Know Your Neighbor (KYN): New Year’s Resolutions Campaign

The Know Your Neighbor New Year’s Resolutions Campaign ran from January 8th-15th, 2018

The New Year is a time for taking stock of where we’ve been and for looking ahead to where we want to go. That’s the meaning of the tradition of New Year’s resolutions.

Most New Year’s resolutions are personal and individual (I resolve to lose weight, I’ll clean out that junk drawer, etc.). This year, however, as we look at where we’ve been, we have to take stock of disturbing developments in our country and the world that we need to respond to not just as individuals but as communities.

Everyone knows that our nation is riven by deep political polarization. But perhaps not everyone sees that underlying this polarization are (among other things) profound changes in the US religious and ethnic landscape. A study in September by the Public Religion Research Institute (PRRI) revealed that, for the first time in our country’s history, white Christians are no longer a majority (43%). The percentage of the population overall identifying as Christian has dropped to 70%, while as recently as 2007 it was 78%. The percentage of the religiously unaffiliated has grown to 24% in the population at large and to 38% among those 18 to 29 years old. The new America is more pluralist and less predominantly white and Christian than in the past.

These changes have spurred a backlash in the form of growing bigotry. To take anti-Muslim prejudice as an example, a 2017 survey by Pew Research found that 41% of Americans believe that Islam encourages violence more than other faiths, 44% that there is a natural conflict between Islam and democracy, and 50% that Islam is not part of mainstream US society. (Here too there is a sharp partisan divide, with Republicans about twice as likely as Democrats to espouse anti-Muslim beliefs.) Such bigoted attitudes naturally feed a rise in hate crimes. Between January and July of this year, there were 63 attacks on mosques in the US, compared to 46 in the same period in 2016—an increase of nearly 50%. Nor are Muslims the only targets. Jews remain the religious group most often targeted by hate crimes, and the Anti-Defamation League reported an unprecedented 167 bomb threats against Jewish institutions in the first three months of 2017.

These realities call for action. Bigoted actions are rooted in bigoted attitudes, and bigoted attitudes are rooted in ignorance and fear. We in ING know the antidote to that ignorance and fear: education about and personal contact with members of minority communities. One study by Stanford and UC Berkeley researchers found that a 10-minute conversation changed people’s attitudes even three months later. A PRRI survey found substantially lower levels of prejudice against Muslims among people who had social contact with them. This is all in line with the “contact hypothesis” long established in social science that holds that face-to-face contact with members of a group is the most effective way to dispel prejudice.

This New Year, therefore, should call us to make one simple resolution: to get to know our neighbors and to encourage and enable encounter and mutual learning among diverse Americans. That’s what ING is doing through our Know Your Neighbor: Multifaith Encounters program and indeed through all of our work in promoting interfaith and intercultural education and engagement. If we all join together in this effort, we can defeat intolerance and work toward our vision of an America where all races, ethnicities, and religions live together in harmony and peace.

By sharing on social media you can inspire others to take strides this year to better their community and find others who can help you accomplish your resolution. Come with us and #KnowYourNeighbor.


Retype the line with "Output each element" exactly. Then retype every line after it through the end of the entries below, and nothing more, leaving out pictures.

--- Data for this exercise Enclosed Below ---

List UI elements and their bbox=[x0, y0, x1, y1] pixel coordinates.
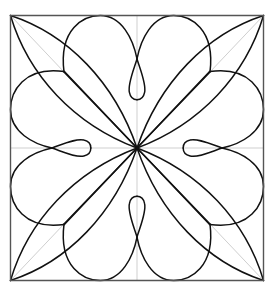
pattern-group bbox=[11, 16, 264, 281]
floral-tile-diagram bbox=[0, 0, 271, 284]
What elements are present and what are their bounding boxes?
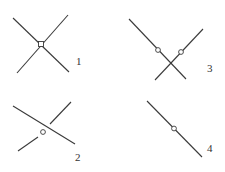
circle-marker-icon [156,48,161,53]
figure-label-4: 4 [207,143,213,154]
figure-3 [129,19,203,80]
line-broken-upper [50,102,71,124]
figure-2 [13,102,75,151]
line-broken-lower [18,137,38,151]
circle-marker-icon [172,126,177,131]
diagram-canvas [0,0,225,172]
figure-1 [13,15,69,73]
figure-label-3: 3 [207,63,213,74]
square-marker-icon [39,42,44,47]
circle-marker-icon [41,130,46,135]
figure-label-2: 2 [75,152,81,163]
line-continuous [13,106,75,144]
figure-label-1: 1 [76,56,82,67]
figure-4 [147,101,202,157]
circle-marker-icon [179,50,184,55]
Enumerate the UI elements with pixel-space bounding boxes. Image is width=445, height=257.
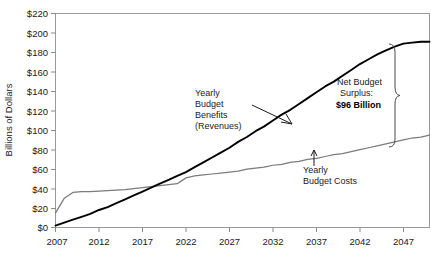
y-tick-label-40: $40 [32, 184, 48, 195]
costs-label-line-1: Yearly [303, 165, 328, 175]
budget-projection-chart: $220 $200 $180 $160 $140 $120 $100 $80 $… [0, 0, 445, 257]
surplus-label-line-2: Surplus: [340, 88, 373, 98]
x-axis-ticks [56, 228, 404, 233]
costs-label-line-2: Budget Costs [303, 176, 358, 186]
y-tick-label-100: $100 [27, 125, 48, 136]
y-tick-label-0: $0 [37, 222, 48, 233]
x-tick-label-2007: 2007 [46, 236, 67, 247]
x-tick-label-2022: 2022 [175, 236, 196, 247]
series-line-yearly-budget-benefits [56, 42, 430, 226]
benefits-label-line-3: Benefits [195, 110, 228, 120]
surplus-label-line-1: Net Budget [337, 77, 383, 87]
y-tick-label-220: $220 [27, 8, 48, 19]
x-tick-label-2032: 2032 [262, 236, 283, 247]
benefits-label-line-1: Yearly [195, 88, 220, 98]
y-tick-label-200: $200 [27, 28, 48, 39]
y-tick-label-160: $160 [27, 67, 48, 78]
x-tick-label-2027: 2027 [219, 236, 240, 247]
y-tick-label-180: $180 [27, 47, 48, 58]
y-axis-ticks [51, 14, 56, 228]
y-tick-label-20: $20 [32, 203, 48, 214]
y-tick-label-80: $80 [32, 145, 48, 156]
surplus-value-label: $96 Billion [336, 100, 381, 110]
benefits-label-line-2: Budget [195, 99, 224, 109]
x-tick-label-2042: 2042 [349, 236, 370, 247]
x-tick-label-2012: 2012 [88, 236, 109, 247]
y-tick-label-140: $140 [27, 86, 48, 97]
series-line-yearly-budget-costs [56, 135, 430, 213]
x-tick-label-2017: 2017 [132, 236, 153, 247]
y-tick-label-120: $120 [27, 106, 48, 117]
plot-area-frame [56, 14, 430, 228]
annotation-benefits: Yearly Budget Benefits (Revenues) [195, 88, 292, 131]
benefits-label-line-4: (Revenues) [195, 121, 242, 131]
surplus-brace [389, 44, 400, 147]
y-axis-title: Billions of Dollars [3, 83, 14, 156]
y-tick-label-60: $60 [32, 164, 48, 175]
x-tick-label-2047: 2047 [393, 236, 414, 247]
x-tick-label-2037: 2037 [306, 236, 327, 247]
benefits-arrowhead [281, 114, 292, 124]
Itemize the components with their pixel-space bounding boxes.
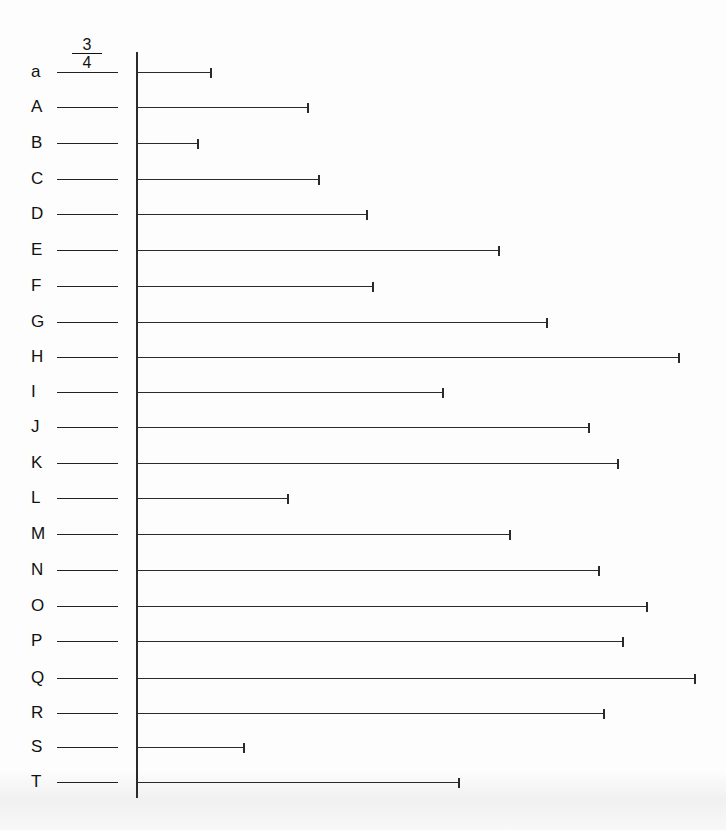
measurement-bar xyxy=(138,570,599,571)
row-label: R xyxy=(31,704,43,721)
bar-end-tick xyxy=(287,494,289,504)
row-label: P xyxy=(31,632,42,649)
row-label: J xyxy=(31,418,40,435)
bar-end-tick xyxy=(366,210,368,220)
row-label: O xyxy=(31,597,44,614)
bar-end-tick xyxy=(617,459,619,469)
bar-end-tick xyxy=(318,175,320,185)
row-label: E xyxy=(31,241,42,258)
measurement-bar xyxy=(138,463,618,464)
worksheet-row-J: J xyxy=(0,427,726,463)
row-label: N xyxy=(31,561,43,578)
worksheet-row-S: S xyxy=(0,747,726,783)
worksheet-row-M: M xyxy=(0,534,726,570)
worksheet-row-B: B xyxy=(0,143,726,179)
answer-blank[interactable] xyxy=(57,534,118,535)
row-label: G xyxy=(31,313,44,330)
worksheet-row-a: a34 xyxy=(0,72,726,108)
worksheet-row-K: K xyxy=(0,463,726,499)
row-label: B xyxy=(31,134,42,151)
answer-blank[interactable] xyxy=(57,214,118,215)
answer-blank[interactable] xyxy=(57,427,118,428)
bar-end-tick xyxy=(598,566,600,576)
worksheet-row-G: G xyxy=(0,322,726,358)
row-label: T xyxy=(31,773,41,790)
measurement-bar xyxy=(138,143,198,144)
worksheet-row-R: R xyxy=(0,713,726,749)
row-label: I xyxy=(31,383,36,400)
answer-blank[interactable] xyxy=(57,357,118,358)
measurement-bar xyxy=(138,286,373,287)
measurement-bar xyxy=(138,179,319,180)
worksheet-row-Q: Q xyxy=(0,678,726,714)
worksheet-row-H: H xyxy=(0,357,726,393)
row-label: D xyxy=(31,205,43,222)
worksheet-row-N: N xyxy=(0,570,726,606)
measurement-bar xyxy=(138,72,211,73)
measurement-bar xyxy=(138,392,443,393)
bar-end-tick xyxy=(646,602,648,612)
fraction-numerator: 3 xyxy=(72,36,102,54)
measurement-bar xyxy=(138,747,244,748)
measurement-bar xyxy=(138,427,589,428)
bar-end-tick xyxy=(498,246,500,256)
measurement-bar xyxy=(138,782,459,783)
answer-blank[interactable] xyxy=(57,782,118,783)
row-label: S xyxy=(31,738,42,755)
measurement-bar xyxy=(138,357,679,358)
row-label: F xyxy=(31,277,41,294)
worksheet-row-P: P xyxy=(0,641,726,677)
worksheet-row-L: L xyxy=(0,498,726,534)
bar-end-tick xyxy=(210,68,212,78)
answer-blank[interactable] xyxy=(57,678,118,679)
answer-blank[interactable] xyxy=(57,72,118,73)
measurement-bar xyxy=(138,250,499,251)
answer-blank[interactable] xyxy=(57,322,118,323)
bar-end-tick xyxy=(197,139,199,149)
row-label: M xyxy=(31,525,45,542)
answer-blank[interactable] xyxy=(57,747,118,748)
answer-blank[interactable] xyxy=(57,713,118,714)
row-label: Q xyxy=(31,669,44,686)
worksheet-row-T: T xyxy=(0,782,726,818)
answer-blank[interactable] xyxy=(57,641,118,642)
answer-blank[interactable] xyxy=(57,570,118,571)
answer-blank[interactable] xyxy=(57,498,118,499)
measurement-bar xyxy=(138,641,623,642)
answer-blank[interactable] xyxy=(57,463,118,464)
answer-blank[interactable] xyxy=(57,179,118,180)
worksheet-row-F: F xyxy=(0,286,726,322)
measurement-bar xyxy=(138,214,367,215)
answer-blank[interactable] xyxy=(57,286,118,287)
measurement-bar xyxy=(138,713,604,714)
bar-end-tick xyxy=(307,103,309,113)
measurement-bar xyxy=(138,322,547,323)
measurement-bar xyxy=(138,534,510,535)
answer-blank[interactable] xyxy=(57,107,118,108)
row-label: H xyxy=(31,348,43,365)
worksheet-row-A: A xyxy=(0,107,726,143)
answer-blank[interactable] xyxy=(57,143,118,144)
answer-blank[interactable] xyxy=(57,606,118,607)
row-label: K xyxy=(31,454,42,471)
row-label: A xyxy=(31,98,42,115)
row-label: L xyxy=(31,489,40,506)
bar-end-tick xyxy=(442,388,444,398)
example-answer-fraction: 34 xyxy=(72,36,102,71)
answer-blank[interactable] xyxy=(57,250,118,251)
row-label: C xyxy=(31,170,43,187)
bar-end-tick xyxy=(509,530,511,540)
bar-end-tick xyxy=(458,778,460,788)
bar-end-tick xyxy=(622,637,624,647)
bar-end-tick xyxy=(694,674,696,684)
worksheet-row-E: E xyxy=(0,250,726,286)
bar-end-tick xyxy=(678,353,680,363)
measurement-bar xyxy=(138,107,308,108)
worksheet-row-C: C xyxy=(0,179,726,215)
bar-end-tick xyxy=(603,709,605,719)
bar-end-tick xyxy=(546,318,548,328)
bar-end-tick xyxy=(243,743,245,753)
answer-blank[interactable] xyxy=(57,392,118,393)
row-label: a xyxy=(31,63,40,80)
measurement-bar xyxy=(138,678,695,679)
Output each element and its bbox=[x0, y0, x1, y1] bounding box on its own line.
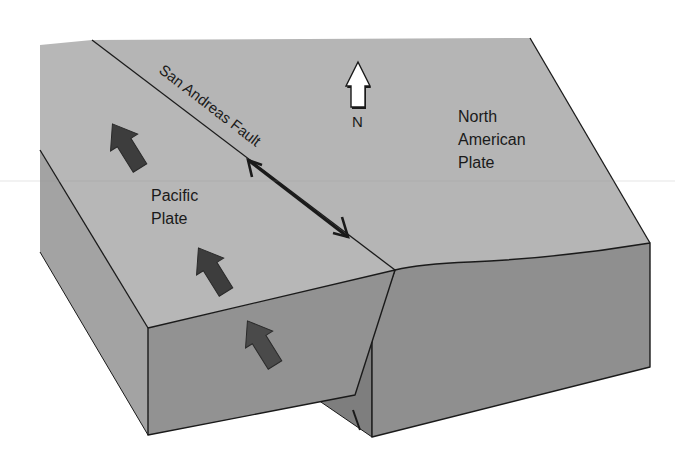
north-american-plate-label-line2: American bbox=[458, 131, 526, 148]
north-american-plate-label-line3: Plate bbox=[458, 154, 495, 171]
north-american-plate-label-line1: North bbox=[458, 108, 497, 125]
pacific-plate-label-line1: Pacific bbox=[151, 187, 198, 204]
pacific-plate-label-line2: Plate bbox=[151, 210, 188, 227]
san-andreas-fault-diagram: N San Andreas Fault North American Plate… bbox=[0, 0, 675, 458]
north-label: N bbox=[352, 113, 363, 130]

--- End of Enclosed Data for this exercise ---

- [Task output]:
Output each element and its bbox=[x0, y0, x1, y1] bounding box on its own line.
north-american-plate-label-line2: American bbox=[458, 131, 526, 148]
north-american-plate-label-line3: Plate bbox=[458, 154, 495, 171]
north-american-plate-label-line1: North bbox=[458, 108, 497, 125]
pacific-plate-label-line1: Pacific bbox=[151, 187, 198, 204]
pacific-plate-label-line2: Plate bbox=[151, 210, 188, 227]
san-andreas-fault-diagram: N San Andreas Fault North American Plate… bbox=[0, 0, 675, 458]
north-label: N bbox=[352, 113, 363, 130]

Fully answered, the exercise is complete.